Ping-Pong or Pictures

Think to high school and the questions that bounced around the room.  I can imagine most started with the teacher asking a question and then a student would answer.  Repeat. Repeat. Repeat.  Oh, then throw in a few “Whys?” by the teacher, and maybe a time for reversals, student questions and teacher answers.  The majority of my classroom experiences were dictated by this ping-pong game, head turning from front to side, with the teacher-student-teacher-student pattern. Boring. Dull. NOT beautiful.

Teacher: “What is one plus one?”

Student X: “Two”

Teacher: “Great, now what is two plus one?”

Student Y: “Three”

Teacher: “Wonderful, Now does anyone have any questions?”

You: “When is this over?”

Yes, exactly, I was just wondering that too because honestly how are students supposed to see the beauty of mathematics when every lesson is this process of questioning that doesn’t spark any interesting conversations nor any of the real life connections that serve to display the beauty of math in action.

So what is the solution?

Well honestly, classrooms aren’t quite like the above scenario anymore.  Teaching is an evolving profession and great discussions do develop, but usually teachers still are the ones to start the questioning. Ponder with me for a moment, what if students asked the questions, and what if the entire lesson developed from those questions. Chaos? Or maybe ingenuity.
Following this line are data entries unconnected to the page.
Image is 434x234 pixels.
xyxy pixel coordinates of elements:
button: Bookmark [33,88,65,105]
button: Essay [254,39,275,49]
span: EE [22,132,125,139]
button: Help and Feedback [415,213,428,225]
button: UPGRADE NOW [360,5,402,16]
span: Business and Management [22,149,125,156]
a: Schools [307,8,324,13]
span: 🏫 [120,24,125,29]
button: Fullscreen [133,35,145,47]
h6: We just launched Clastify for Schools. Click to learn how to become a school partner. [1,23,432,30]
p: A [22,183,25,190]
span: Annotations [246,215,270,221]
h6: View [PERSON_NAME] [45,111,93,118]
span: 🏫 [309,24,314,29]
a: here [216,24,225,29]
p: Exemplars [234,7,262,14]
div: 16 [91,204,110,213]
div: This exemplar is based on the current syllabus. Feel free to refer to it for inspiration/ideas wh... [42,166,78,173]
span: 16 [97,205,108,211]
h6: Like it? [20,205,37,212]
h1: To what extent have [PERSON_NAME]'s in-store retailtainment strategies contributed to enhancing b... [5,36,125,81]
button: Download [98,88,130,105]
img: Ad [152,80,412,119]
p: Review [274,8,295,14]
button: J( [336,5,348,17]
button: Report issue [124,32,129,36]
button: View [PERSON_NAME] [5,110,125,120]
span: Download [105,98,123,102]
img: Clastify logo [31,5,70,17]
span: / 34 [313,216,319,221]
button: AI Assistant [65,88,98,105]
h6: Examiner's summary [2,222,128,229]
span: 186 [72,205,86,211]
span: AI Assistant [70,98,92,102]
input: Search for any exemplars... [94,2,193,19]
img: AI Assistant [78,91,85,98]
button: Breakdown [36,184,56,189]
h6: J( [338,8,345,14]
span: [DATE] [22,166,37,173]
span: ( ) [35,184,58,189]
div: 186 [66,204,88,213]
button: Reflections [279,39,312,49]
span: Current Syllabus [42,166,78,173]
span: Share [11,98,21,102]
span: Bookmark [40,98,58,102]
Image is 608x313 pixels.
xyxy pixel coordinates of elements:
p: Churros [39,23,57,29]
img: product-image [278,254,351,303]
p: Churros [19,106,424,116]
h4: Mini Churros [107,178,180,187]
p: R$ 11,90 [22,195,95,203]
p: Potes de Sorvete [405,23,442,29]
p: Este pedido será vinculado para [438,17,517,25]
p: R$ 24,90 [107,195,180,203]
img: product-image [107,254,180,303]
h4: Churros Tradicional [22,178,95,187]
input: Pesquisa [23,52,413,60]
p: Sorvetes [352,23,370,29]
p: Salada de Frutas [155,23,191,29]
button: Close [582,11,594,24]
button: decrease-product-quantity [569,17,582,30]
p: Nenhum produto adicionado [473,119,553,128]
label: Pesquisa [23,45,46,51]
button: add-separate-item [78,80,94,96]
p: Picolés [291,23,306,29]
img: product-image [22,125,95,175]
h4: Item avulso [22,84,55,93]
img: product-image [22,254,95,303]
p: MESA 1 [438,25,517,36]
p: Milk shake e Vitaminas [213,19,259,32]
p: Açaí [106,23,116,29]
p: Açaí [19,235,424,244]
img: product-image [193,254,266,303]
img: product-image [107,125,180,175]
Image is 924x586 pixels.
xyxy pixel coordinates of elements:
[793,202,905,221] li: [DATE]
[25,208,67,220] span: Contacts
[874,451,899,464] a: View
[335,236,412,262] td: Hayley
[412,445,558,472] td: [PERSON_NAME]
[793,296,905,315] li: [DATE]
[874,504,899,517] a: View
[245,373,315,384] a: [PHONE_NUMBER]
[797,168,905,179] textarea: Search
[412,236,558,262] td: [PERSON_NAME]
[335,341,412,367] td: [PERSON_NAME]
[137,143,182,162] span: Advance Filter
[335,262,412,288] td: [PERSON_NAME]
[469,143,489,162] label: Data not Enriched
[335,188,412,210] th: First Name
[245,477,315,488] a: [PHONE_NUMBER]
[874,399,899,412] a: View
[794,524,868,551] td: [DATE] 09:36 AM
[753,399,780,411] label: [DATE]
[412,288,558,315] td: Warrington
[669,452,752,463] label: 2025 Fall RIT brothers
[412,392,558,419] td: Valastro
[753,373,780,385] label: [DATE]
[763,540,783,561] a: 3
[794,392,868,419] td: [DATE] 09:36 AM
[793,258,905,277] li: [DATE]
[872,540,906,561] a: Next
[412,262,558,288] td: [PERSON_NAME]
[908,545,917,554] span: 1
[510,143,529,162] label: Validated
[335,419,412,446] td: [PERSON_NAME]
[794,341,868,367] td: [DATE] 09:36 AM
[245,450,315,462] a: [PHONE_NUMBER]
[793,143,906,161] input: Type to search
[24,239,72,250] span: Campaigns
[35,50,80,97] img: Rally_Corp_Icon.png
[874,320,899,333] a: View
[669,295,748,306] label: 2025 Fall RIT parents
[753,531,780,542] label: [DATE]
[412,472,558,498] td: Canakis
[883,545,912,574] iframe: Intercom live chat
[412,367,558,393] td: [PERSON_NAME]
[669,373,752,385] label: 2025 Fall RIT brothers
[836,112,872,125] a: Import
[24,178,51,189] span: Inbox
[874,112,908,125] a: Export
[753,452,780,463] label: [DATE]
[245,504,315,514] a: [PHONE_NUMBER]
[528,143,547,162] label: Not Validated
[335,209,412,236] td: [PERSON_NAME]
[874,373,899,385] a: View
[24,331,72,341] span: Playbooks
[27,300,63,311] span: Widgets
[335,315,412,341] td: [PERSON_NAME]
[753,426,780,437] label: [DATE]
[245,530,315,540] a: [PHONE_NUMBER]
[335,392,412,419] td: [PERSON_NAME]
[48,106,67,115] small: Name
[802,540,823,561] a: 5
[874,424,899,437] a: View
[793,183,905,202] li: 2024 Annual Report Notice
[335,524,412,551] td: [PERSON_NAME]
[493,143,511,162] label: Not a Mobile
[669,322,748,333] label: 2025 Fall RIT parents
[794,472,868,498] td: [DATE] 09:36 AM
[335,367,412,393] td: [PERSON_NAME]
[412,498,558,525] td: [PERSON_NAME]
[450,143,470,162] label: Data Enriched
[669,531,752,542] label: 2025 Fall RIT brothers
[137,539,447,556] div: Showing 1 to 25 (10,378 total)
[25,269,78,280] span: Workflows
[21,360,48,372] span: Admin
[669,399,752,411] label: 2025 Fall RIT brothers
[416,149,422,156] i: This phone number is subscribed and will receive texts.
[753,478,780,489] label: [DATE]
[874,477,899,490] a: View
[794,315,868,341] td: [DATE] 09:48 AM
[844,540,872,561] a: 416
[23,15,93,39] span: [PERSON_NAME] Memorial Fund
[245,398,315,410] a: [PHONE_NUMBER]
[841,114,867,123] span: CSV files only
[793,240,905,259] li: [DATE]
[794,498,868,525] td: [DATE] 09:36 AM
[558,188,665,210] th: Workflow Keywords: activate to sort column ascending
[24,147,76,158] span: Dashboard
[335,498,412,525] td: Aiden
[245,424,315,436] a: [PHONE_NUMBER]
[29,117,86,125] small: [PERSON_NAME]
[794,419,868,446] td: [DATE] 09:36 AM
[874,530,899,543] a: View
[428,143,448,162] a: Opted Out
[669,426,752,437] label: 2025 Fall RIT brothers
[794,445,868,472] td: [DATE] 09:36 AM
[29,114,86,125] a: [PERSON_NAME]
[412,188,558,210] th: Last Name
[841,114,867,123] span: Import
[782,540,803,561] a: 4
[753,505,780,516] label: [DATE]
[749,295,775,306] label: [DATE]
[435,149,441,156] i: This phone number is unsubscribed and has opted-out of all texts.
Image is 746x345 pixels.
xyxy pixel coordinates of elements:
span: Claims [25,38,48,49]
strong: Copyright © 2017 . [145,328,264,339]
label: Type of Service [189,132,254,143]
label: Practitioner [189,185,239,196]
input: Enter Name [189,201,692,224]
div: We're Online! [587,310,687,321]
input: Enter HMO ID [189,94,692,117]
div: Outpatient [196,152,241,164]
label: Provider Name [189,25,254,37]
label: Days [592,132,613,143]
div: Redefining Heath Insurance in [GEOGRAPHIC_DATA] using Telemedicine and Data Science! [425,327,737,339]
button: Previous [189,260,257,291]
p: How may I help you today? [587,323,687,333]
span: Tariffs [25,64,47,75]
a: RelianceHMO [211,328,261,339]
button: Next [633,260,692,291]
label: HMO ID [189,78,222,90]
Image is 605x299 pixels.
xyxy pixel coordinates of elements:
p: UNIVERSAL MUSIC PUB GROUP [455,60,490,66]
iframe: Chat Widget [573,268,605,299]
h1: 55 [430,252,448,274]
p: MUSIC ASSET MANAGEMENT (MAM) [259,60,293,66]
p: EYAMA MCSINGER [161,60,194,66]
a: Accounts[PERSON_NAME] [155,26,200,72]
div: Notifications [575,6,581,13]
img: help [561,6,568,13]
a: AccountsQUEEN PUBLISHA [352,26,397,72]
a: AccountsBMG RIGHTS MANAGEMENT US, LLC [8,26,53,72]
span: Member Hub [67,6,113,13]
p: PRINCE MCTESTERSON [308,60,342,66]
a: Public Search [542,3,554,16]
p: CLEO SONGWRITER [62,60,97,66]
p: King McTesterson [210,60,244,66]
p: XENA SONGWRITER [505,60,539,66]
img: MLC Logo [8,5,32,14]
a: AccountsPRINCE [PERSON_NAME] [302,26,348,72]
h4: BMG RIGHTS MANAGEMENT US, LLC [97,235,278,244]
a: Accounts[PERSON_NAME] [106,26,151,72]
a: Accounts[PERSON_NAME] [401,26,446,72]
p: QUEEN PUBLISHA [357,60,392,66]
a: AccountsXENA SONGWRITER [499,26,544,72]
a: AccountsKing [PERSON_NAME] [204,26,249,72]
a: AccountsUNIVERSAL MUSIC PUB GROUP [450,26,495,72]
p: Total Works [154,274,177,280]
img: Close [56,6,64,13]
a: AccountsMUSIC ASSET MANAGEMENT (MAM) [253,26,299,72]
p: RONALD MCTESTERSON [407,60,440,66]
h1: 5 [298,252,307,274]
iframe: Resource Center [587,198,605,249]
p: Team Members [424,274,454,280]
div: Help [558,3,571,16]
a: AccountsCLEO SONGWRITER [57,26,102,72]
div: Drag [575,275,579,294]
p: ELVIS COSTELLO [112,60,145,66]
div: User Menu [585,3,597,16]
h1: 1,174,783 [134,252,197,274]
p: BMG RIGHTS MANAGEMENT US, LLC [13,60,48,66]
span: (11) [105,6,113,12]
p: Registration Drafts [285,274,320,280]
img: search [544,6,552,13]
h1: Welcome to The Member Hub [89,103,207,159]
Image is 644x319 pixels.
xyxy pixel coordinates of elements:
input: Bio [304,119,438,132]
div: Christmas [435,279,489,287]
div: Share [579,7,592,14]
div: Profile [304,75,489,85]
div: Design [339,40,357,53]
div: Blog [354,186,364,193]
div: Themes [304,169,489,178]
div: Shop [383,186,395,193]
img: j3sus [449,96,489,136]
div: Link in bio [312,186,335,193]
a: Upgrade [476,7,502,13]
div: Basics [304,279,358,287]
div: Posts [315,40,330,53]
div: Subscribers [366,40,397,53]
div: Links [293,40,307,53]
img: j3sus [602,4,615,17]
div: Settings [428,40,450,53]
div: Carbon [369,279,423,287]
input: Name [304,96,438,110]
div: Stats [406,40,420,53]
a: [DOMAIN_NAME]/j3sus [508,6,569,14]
Certainly, there comes a deal of planning before this, and you’d need to design a task where students ask the “right” questions because a student isn’t going to ask, “How do I differentiate this?” without any prior experience on the subject. Still, the idea to take mathematics learning away from a teacher-student questioning pattern is a marvelous concept that is radically transforming classrooms.  With that may I introduce another math-blogger-teacher who came up with a genius idea of implementing this.

May I present to you Dan Meyer (who has a blog that you can check out for great math-teaching insight; insight that will take you further than my limited experience can ever bring).  What I want to highlight here is Meyer’s project of presenting images/videos to students, and asking them to come up with their own questions.  101 Questions is a group effort of uploaded photos and the “First question that comes to your mind.” With this teachers (or anyone) can log in and see what photos are most successful in eliciting great math lessons.

The students ask the questions.  It is revolutionary and empowering and dare I say, beautiful? Beauty not in regards to the math this time, but beauty in allowing students to see that they have an active roll in answering their own math questions – the ability to show students that mathematics helps them solve their own questions.  That to me is beautiful.

 

As a side note, Dan Meyer is coming to Queens College next month.  Yes, I am doing a little jig in anxious anticipation to hear his Perplexity Session Talk.